Health Officials Urge Avoiding Emergency Room For Minor Illness
Posted on Tuesday, January 22nd, 2008 at 11:14 pm | Leave a Comment
By: Las Vegas Now Staff


You only have to look around your office to know that cold and flu season is in full swing. If you're sick, you may be miserable. But miserable may not be an emergency.

Local health officials are concerned that symptoms of the common cold are unnecessarily clogging the system.

Rory Chetelat does not like to see long waits at emergency rooms. As manager of Emergency Medical Services for the Southern Nevada Health District, he strives to get ambulance crews in and out of ER's as quickly as possible.

He encourages patients with minor symptoms to use an alternate facility.

“The common colds, flu symptoms, ear aches, minor sore throats, those are the kinds of things better seen in an Urgent Care or in your own doctor's office. And then you won't clog up the emergency rooms — which are really designed for emergency care,” he said.

Currently, typical wait times at UMC are 4 to 6 hours. The more serious cases are seen first.

Urgent Care Physician, Dr. Frederick Lippmann says those with common cold symptoms can do everyone a favor by going to a satellite location.

“Somebody with a 102 temperature that's coughing and feels bad, that's not a life-threatening emergency. So you've taken somebody's spot that potentially has something that could kill them. And you've taken that time away from them. That's what the quick care system is set up for. That's why we have them around the whole valley,” he said.

But it's always possible for even the common cold to escalate to something more serious, including pneumonia, requiring a justifiable need for emergency care.

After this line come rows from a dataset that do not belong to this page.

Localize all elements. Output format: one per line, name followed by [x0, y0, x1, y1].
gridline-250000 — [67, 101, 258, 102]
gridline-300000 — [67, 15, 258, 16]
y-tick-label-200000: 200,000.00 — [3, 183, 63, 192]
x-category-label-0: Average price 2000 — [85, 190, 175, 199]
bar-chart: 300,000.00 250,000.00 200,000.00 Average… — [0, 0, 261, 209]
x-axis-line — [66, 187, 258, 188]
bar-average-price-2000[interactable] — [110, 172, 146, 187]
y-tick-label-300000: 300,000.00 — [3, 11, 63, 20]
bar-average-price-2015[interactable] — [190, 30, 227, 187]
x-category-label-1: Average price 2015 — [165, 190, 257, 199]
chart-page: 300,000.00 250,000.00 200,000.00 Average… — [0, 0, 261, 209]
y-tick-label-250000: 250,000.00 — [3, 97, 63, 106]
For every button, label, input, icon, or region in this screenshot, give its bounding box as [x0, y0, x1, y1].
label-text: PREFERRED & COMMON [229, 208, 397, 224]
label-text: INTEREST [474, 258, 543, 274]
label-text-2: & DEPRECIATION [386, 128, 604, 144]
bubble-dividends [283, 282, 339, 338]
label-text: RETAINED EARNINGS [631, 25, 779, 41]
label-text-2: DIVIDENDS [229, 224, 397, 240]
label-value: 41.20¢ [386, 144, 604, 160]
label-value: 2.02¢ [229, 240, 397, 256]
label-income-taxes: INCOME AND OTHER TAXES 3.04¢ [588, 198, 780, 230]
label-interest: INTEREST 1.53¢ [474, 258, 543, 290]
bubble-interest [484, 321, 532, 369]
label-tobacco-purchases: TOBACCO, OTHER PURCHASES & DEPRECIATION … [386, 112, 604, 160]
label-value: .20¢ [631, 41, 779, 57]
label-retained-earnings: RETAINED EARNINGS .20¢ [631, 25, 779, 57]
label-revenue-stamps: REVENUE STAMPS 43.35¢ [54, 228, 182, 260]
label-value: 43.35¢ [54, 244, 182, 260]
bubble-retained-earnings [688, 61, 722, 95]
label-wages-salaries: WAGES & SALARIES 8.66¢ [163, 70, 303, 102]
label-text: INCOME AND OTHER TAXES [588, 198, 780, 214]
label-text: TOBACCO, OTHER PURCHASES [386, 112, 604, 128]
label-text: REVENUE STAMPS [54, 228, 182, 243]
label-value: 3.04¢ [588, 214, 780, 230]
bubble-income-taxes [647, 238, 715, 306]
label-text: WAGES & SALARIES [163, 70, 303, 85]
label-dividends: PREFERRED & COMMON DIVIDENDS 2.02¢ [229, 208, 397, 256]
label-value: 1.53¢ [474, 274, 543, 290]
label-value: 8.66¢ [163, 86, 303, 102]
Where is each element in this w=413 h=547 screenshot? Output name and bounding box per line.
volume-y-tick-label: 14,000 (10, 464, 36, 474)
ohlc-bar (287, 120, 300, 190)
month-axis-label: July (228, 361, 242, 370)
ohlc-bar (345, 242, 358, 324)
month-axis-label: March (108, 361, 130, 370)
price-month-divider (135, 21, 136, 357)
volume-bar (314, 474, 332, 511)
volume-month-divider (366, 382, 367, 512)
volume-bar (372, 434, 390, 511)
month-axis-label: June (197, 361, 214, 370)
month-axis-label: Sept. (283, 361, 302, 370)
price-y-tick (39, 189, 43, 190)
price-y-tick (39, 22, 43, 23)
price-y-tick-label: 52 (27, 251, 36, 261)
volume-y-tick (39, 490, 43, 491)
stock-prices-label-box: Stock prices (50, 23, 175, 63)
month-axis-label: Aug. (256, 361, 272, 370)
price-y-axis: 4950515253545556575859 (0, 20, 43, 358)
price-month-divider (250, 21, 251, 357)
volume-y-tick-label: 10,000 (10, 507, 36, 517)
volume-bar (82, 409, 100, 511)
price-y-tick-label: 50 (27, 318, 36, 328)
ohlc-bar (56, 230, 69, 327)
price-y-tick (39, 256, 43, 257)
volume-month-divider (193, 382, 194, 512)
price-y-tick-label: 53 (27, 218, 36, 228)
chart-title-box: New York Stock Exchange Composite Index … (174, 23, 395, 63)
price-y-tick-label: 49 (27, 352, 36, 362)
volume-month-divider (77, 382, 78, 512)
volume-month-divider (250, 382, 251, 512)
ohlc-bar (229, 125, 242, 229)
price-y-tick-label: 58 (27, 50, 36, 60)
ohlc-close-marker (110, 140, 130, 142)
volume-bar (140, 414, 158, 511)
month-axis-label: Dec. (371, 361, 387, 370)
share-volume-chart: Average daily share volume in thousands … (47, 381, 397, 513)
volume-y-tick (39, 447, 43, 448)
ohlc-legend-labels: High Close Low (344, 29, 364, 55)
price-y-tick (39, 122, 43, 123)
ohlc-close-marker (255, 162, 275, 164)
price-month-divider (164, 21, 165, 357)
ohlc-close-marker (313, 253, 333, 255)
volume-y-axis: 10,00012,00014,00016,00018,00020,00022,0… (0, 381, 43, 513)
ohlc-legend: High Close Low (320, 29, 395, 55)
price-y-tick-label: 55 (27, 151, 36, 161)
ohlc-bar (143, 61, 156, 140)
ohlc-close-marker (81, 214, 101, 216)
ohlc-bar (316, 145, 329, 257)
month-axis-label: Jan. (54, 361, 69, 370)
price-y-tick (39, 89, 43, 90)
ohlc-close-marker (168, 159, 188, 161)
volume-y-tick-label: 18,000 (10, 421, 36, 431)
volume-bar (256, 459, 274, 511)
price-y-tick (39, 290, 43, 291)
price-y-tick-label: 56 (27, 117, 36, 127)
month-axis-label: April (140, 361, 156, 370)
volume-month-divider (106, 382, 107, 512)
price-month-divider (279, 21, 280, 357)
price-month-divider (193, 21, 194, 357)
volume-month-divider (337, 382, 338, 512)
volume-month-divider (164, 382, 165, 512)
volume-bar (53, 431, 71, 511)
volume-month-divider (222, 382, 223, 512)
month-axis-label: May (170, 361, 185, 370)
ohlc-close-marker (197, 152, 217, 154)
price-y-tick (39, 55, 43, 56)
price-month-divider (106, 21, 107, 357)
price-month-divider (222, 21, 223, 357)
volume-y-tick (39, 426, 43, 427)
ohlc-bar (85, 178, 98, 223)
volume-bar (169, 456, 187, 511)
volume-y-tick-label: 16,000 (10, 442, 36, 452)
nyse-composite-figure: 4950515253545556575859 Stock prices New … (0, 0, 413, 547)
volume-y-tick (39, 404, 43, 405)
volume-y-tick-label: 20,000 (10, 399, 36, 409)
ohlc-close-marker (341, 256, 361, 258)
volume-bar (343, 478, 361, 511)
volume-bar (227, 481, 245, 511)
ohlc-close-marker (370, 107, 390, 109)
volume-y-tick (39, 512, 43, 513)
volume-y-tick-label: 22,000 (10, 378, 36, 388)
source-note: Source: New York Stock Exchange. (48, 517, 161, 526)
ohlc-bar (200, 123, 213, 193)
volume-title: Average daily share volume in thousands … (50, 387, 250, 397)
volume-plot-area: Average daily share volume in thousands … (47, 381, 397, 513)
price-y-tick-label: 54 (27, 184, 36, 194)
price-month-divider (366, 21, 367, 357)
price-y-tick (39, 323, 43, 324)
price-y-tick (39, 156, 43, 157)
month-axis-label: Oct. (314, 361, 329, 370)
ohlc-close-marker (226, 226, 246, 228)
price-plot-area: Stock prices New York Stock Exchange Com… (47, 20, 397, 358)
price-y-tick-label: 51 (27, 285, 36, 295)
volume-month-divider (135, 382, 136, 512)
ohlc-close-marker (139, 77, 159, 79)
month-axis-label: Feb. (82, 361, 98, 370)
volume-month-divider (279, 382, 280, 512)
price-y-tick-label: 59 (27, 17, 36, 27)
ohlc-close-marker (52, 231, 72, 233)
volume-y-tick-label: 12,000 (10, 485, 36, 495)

“If you can't get your fever down with normal remedies, if you're coughing up gross amounts of mucous, your body feels like you got run over by the mac truck, then you should probably come to the ER or Quick Care,” adds Lippmann.

The health district recommends that elderly patients, or those with chronic conditions such as diabetes, speak with their primary care doctor about whether their symptoms need emergency care.